Well, here’s Origen’s comment, from Book XII, Chapter 37 on The Gospel of Matthew:

“But when the Son of God in His transfiguration is so understood and beheld, that His face is a sun, and His garments white as the light, straightway there will appear to him who beholds Jesus in such form Moses,—the law—and Elijah,—in the way of synecdoche, not one prophet only, but all the prophets—holding converse with Jesus; for such is the force of the words “talking with Him; ” but, according to Luke, “Moses and Elijah appeared in glory,” down to the words, “in Jerusalem.” But if any one sees the glory of Moses, having understood the spiritual law as a discourse in harmony with Jesus, and the wisdom in the prophets which is hidden in a mystery, he sees Moses and Elijah in glory when he sees them with Jesus.”

And later on:

“But since we have not yet spent our energy in interpreting the things in the place figuratively, but have said these things by way of searching into the mere letter, let us in conformity with these things, consider whether the aforesaid Peter and the sons of thunder who were taken up into the mountain of the dogmas of the truth, and who saw the transfiguration of Jesus and of Moses and Elijah, who appeared in glory with Him. might wish to make tabernacles in themselves for the Word of God who was going to dwell in them, and for His law which had been beholden in glory, and for the prophecy which spake of the decease of Jesus, which He was about to accomplish; and Peter, as one loving the contemplative life, and having preferred that which was delightsome in it to the life among the crowd with its turmoil, said, with the design of benefiting those who desired it, “It is good for us to be here.””

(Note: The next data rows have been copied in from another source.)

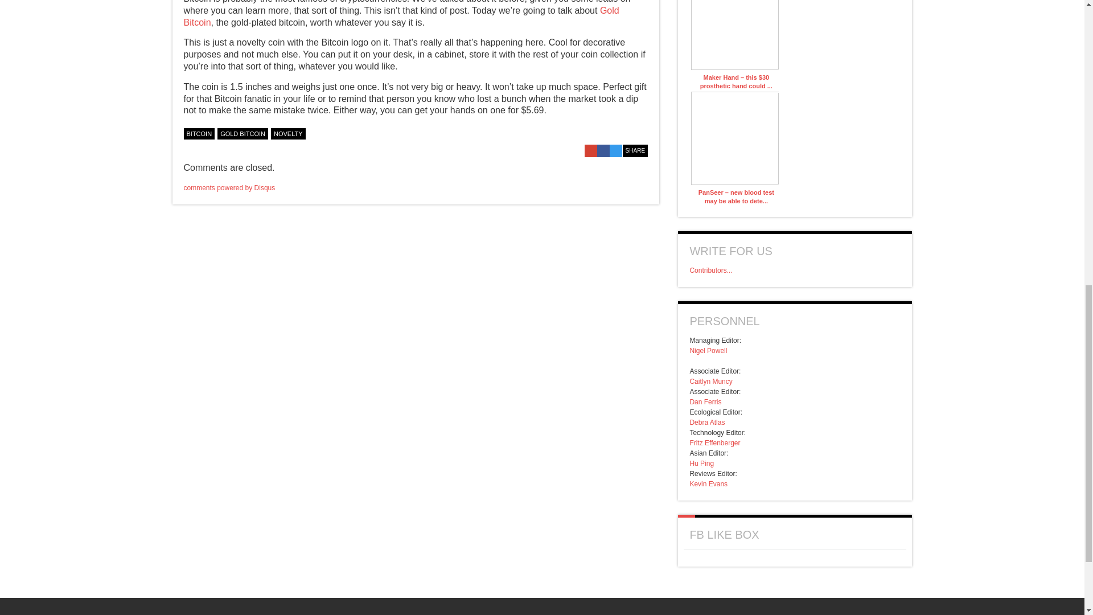 The height and width of the screenshot is (615, 1093). Describe the element at coordinates (707, 422) in the screenshot. I see `Debra Atlas` at that location.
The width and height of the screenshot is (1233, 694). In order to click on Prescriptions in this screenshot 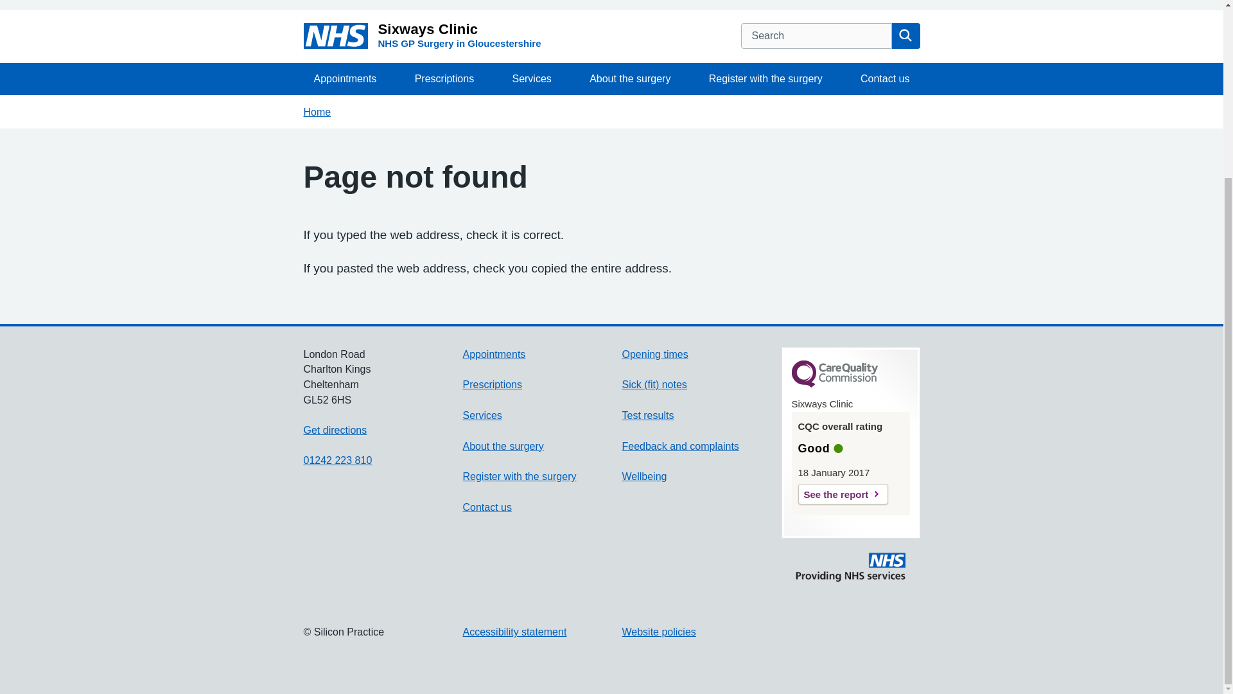, I will do `click(444, 78)`.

Or, from +Leo the Great, this from Sermon LI. A Homily Delivered on the Saturday Before the Second Sunday in Lent—On the Transfiguration, S. Matt. XVII. 1–13:


The Significance of the Appearance of Moses and Elias.

For Moses and Elias, that is the Law and the Prophets, appeared talking with the Lord; that in the presence of those five men might most truly be fulfilled what was said: “In two or three witnesses stands every word .” What more stable, what more steadfast than this word, in the proclamation of which the trumpet of the Old and of the New Testament joins, and the documentary evidence of the ancient witnesses combine with the teaching of the Gospel?For the pages of both covenants corroborate each other, and He Whom under the veil of mysteries the types that went before had promised, is displayed clearly and conspicously by the splendour of the present glory. Because, as says the blessed John, “the law was given through Moses: but grace and truth came through Jesus Christ ,” in Whom is fulfilled both the promise of prophetic figures and the purpose of the legal ordinances: for He both teaches the truth of prophecy by His presence, and renders the commands possible through grace.”

It would seem that their appearance was seen as allegorical by at least those fathers who sought to delve into the question. By the way, the others really didn’t that I can see, except perhaps for Tertullian and he seems to be leaning towards a allegorical presence.


5,819 posted on 09/10/2007 5:44:43 PM PDT by Kolokotronis (Christ is Risen, and you, o death, are annihilated!)